Instruction at Rutgers University will remain mostly remote for the upcoming fall semester, as the COVID-19 pandemic rages on. The college made the announcement on Monday (July 6).

After "careful consideration" of all possible plans, the school announced plans for the majority of courses to be offered online for the Fall 2020 semester. A limited number of in-person classes will take place.

Enter your number to get our free mobile app

The availability of on-campus housing across Rutgers will be extremely limited, the school announced. The suspension of campus events will remain in place this fall as well.

As for athletics, those answers were not as clear immediately. Rutgers says decisions regarding athletic programs will continue to be guided by "state requirements and policies developed by the campuses' respective athletic conferences."

The school consulted with experts and college officials to make the difficult decision for the fall semester. No decisions regarding winter and spring courses have been made yet, they say. 

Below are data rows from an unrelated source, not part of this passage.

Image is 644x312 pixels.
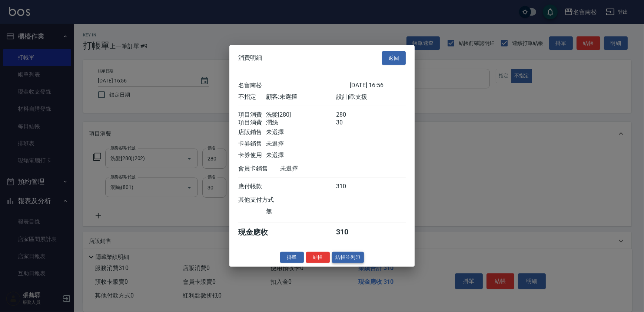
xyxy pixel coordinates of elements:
[350,81,406,89] div: [DATE] 16:56
[306,251,330,263] button: 結帳
[239,93,266,101] div: 不指定
[239,81,350,89] div: 名留南松
[239,111,266,119] div: 項目消費
[336,111,364,119] div: 280
[239,151,266,159] div: 卡券使用
[332,251,364,263] button: 結帳並列印
[336,93,406,101] div: 設計師: 支援
[266,128,336,136] div: 未選擇
[266,139,336,147] div: 未選擇
[266,111,336,119] div: 洗髮[280]
[239,139,266,147] div: 卡券銷售
[239,195,294,203] div: 其他支付方式
[239,119,266,126] div: 項目消費
[239,182,266,190] div: 應付帳款
[382,51,406,65] button: 返回
[280,251,304,263] button: 掛單
[336,119,364,126] div: 30
[239,227,280,237] div: 現金應收
[239,128,266,136] div: 店販銷售
[266,151,336,159] div: 未選擇
[266,207,336,215] div: 無
[336,227,364,237] div: 310
[239,165,280,172] div: 會員卡銷售
[280,165,350,172] div: 未選擇
[239,54,262,61] span: 消費明細
[266,93,336,101] div: 顧客: 未選擇
[336,182,364,190] div: 310
[266,119,336,126] div: 潤絲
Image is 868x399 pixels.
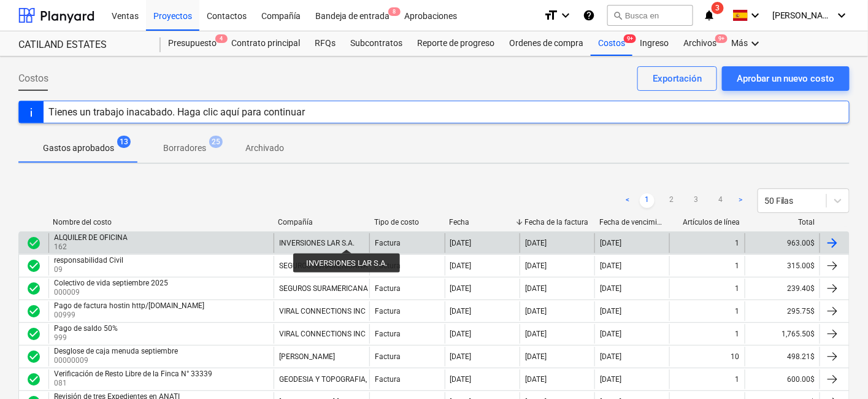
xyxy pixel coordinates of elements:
[637,66,717,91] button: Exportación
[525,284,546,293] div: [DATE]
[54,310,206,320] p: 00999
[451,284,471,293] div: [DATE]
[451,239,471,247] div: [DATE]
[736,71,835,86] div: Aprobar un nuevo costo
[745,256,820,276] div: 315.00$
[703,8,716,23] i: notifications
[600,375,621,384] div: [DATE]
[772,10,834,20] span: [PERSON_NAME]
[525,262,546,270] div: [DATE]
[53,218,268,227] div: Nombre del costo
[163,142,206,154] p: Borradores
[54,264,126,275] p: 09
[308,31,343,56] a: RFQs
[279,284,368,293] div: SEGUROS SURAMERICANA
[27,372,41,387] div: La factura fue aprobada
[525,330,546,338] div: [DATE]
[27,304,41,318] div: La factura fue aprobada
[54,301,204,310] div: Pago de factura hostin http/[DOMAIN_NAME]
[735,262,740,270] div: 1
[54,370,212,378] div: Verificación de Resto Libre de la Finca N° 33339
[27,281,41,296] div: La factura fue aprobada
[745,370,820,390] div: 600.00$
[54,355,181,366] p: 00000009
[54,279,168,287] div: Colectivo de vida septiembre 2025
[525,239,546,247] div: [DATE]
[279,330,365,338] div: VIRAL CONNECTIONS INC
[676,31,724,56] a: Archivos9+
[375,262,400,270] div: Factura
[224,31,308,56] div: Contrato principal
[54,333,120,343] p: 999
[745,301,820,321] div: 295.75$
[632,31,676,56] a: Ingreso
[27,236,41,250] div: La factura fue aprobada
[600,239,621,247] div: [DATE]
[600,262,621,270] div: [DATE]
[735,375,740,384] div: 1
[600,307,621,316] div: [DATE]
[388,8,400,16] span: 8
[27,350,41,364] span: check_circle
[375,353,400,361] div: Factura
[27,236,41,250] span: check_circle
[279,239,355,247] div: INVERSIONES LAR S.A.
[245,142,284,154] p: Archivado
[525,375,546,384] div: [DATE]
[27,259,41,273] div: La factura fue aprobada
[675,218,740,227] div: Artículos de línea
[375,239,400,247] div: Factura
[374,218,439,227] div: Tipo de costo
[27,304,41,318] span: check_circle
[502,31,591,56] a: Ordenes de compra
[591,31,632,56] div: Costos
[375,375,400,384] div: Factura
[640,193,654,209] a: Page 1 is your current page
[676,31,724,56] div: Archivos
[27,372,41,387] span: check_circle
[735,330,740,338] div: 1
[279,353,335,361] div: [PERSON_NAME]
[735,284,740,293] div: 1
[835,8,850,23] i: keyboard_arrow_down
[745,324,820,344] div: 1,765.50$
[375,284,400,293] div: Factura
[664,193,679,209] a: Page 2
[689,193,703,209] a: Page 3
[543,8,558,23] i: format_size
[600,284,621,293] div: [DATE]
[18,39,146,51] div: CATILAND ESTATES
[591,31,632,56] a: Costos9+
[745,347,820,367] div: 498.21$
[608,5,693,26] button: Busca en
[54,233,128,242] div: ALQUILER DE OFICINA
[451,353,471,361] div: [DATE]
[451,375,471,384] div: [DATE]
[724,31,770,56] div: Más
[27,327,41,341] span: check_circle
[748,36,763,51] i: keyboard_arrow_down
[524,218,590,227] div: Fecha de la factura
[54,242,130,252] p: 162
[410,31,502,56] div: Reporte de progreso
[27,281,41,296] span: check_circle
[733,193,748,209] a: Next page
[712,2,724,14] span: 3
[215,34,227,43] span: 4
[451,330,471,338] div: [DATE]
[583,8,595,23] i: Base de conocimientos
[117,136,131,148] span: 13
[748,8,763,23] i: keyboard_arrow_down
[612,10,623,20] span: search
[27,350,41,364] div: La factura fue aprobada
[450,218,515,227] div: Fecha
[54,347,178,355] div: Desglose de caja menuda septiembre
[525,353,546,361] div: [DATE]
[54,378,215,389] p: 081
[525,307,546,316] div: [DATE]
[27,259,41,273] span: check_circle
[653,71,701,86] div: Exportación
[600,330,621,338] div: [DATE]
[620,193,635,209] a: Previous page
[27,327,41,341] div: La factura fue aprobada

"We have wanted very fervently to be able to resume some version of a normal semester. But given the continued increase in COVID-19 cases across the country, the near-term outlook for the public health crisis in our state, and the uncertainty about the course of the pandemic, we had to make a different decision," the University's President Jonathan Holloway said in a statement.

Courses that would benefit from direct access to campus facilities will happen in-person (with appropriate safety measures in place). Those courses will be select ones in the arts, laboratory or fieldwork, and clinical instruction.

Chancellors will be communicating those details to the student body later today.

"Because of the ongoing requirements for social distancing and guided by our paramount priority of safeguarding the people of our university community, we determined that most courses this fall will have to rely on remote methods of instruction—delivered both in real-time and asynchronously," the University's President Jonathan Holloway said.